The tenure is calculated on the number of days worked and does not include lengthy leave periods, such as a sabbatical. If you have worked for a company between one and five years, you are paid 21 days of pay based on your final basic salary. After five years, however, you are entitled to 30 days of pay. The total lump sum you receive is based on the duration of your employment.

1. For those who have worked between one and five years, on a basic salary of Dh10,000 (calculation based on 30 days):

a. Dh10,000 ÷ 30 = Dh333.33. Your daily wage is Dh333.33

b. Dh333.33 x 21 = Dh7,000. So 21 days salary equates to Dh7,000 in gratuity entitlement for each year of service. Multiply this figure for every year of service up to five years.

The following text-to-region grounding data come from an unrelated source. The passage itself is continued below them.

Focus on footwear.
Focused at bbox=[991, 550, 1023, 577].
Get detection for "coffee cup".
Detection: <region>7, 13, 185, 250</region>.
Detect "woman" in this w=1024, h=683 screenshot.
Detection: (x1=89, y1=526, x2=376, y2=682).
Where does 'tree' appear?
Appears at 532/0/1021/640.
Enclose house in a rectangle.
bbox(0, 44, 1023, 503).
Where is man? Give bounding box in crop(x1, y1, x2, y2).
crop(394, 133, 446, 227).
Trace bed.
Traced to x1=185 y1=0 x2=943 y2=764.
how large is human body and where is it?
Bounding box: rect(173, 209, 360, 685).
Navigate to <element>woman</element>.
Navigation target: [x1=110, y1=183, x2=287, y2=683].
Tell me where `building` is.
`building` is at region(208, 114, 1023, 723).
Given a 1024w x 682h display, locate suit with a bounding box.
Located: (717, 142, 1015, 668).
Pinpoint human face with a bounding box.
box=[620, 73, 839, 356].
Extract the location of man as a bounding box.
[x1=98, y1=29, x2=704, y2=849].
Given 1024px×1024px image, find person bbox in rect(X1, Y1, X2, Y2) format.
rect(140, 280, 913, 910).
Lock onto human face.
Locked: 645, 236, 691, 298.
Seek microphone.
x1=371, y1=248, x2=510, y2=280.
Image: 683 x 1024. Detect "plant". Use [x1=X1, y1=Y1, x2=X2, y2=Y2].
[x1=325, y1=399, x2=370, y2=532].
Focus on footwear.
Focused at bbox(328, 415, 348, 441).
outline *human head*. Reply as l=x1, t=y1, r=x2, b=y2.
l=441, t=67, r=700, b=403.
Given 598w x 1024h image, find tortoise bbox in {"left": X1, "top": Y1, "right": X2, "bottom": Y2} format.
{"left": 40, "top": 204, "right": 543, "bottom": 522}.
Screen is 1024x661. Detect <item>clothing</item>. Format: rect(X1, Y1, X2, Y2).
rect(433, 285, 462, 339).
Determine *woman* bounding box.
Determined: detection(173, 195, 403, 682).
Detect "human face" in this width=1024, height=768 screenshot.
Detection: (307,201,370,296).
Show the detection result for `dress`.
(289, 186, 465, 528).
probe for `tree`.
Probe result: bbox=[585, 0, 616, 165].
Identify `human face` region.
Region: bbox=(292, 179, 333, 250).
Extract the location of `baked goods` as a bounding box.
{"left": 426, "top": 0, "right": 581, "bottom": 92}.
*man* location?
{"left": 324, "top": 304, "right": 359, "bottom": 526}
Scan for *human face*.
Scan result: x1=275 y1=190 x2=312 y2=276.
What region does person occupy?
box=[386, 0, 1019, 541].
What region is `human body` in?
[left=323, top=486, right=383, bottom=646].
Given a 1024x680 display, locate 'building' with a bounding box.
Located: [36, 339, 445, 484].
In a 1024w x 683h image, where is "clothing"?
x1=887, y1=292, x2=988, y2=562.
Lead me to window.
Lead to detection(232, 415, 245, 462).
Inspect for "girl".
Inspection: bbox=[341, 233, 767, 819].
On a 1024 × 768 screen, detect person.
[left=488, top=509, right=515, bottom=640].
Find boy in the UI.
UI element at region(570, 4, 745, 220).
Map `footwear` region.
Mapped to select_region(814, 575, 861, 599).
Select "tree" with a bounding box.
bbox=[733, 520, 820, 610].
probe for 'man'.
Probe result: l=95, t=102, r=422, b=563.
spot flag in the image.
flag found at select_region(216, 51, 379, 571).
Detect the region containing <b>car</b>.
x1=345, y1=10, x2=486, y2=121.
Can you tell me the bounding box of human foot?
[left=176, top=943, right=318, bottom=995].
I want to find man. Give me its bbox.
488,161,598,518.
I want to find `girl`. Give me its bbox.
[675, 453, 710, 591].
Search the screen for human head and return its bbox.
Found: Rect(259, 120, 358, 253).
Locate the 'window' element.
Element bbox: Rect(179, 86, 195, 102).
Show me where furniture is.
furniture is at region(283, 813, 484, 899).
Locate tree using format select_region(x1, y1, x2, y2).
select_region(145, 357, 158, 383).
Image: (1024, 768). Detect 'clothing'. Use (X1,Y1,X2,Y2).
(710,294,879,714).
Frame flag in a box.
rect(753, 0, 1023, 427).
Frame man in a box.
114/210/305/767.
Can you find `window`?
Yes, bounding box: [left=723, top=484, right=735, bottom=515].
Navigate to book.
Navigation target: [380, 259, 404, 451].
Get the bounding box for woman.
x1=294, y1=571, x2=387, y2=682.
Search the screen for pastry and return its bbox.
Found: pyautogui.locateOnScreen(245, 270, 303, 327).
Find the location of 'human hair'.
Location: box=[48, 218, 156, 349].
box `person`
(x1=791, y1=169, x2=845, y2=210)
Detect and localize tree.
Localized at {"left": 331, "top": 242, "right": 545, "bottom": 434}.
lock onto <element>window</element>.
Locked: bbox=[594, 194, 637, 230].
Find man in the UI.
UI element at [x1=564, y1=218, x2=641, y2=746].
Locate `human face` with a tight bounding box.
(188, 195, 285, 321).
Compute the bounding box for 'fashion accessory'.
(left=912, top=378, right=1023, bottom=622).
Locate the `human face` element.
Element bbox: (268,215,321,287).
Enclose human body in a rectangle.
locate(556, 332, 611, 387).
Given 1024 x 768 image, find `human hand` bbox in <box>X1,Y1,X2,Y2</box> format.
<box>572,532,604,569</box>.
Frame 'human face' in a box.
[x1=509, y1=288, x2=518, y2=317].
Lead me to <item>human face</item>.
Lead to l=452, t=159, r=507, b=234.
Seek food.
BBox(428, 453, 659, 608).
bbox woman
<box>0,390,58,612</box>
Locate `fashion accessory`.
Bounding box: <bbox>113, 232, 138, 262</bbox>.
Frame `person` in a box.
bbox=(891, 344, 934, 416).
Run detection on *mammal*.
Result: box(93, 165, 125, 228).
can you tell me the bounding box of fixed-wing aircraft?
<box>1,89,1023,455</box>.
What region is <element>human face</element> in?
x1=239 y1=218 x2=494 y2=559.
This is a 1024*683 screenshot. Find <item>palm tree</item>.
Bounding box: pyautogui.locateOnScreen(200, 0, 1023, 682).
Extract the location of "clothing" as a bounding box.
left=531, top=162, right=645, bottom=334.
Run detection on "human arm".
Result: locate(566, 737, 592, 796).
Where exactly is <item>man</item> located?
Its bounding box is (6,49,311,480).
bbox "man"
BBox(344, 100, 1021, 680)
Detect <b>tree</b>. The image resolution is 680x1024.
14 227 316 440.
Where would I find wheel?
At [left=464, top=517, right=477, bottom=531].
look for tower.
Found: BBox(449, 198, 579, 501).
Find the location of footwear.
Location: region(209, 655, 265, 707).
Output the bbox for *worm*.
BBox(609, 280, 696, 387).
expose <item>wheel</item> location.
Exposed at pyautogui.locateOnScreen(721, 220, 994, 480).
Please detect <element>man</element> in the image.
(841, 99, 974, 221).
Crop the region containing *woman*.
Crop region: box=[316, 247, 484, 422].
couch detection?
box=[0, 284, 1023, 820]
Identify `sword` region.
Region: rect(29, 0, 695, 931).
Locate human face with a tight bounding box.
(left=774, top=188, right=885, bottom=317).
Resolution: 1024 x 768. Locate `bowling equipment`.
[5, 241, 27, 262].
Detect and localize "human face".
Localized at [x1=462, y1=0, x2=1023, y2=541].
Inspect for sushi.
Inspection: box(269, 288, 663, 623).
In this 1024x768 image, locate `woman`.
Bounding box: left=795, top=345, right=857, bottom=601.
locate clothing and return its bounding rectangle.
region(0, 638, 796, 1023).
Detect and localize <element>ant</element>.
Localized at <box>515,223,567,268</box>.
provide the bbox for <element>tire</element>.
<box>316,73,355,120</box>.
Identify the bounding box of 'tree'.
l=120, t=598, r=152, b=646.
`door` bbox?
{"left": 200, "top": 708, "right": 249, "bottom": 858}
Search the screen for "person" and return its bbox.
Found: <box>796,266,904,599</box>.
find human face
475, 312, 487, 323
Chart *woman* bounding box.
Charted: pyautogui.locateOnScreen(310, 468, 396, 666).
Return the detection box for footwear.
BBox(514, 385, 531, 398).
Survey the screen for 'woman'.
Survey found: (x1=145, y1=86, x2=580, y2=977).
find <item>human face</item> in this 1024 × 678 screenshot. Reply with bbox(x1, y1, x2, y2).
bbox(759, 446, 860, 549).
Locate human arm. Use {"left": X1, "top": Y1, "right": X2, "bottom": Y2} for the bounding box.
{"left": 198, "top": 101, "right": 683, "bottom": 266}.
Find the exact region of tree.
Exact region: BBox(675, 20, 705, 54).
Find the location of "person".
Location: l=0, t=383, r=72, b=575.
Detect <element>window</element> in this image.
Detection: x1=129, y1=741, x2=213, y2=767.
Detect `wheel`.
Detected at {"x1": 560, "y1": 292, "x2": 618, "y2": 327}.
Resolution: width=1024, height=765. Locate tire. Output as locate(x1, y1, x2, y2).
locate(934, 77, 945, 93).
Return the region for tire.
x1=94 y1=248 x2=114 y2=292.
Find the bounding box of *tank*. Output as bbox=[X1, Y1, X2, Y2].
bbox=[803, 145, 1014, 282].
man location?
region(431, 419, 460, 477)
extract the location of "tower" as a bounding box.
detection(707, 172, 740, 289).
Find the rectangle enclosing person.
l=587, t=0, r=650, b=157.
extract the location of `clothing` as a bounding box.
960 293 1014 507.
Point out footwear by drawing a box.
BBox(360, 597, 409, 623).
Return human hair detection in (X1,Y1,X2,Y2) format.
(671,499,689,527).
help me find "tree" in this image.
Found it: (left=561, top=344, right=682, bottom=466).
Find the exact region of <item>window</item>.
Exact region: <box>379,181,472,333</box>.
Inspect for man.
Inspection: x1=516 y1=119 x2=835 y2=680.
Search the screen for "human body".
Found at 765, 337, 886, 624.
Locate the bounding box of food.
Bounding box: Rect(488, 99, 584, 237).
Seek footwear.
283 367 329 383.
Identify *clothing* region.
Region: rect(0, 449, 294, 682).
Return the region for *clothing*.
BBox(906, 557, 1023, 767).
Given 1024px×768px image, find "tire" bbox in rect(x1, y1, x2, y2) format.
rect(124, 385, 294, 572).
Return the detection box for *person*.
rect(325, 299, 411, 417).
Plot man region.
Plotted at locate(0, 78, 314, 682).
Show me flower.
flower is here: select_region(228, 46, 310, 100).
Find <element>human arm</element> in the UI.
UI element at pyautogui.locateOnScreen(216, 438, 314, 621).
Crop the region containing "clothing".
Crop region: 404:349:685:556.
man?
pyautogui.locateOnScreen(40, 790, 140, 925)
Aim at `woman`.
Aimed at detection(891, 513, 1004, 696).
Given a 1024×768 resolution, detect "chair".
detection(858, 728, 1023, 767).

2. For those who have worked more than five years

c. 333.33 x 30 = Dh10,000. So 30 days’ salary is Dh10,000 in gratuity entitlement for each year of service.

Note: The maximum figure cannot exceed two years total salary figure.

Wenger's Arsenal reign in numbers

1,228 - games at the helm, ahead of Sunday's Premier League fixture against West Ham United.
704 - wins to date as Arsenal manager.
3 - Premier League title wins, the last during an unbeaten Invincibles campaign of 2003/04.
1,549 - goals scored in Premier League matches by Wenger's teams.
10 - major trophies won.
473 - Premier League victories.
7 - FA Cup triumphs, with three of those having come the last four seasons.
151 - Premier League losses.
21 - full seasons in charge.
49 - games unbeaten in the Premier League from May 2003 to October 2004.

Our family matters legal consultant

Name: Hassan Mohsen Elhais

Position: legal consultant with Al Rowaad Advocates and Legal Consultants.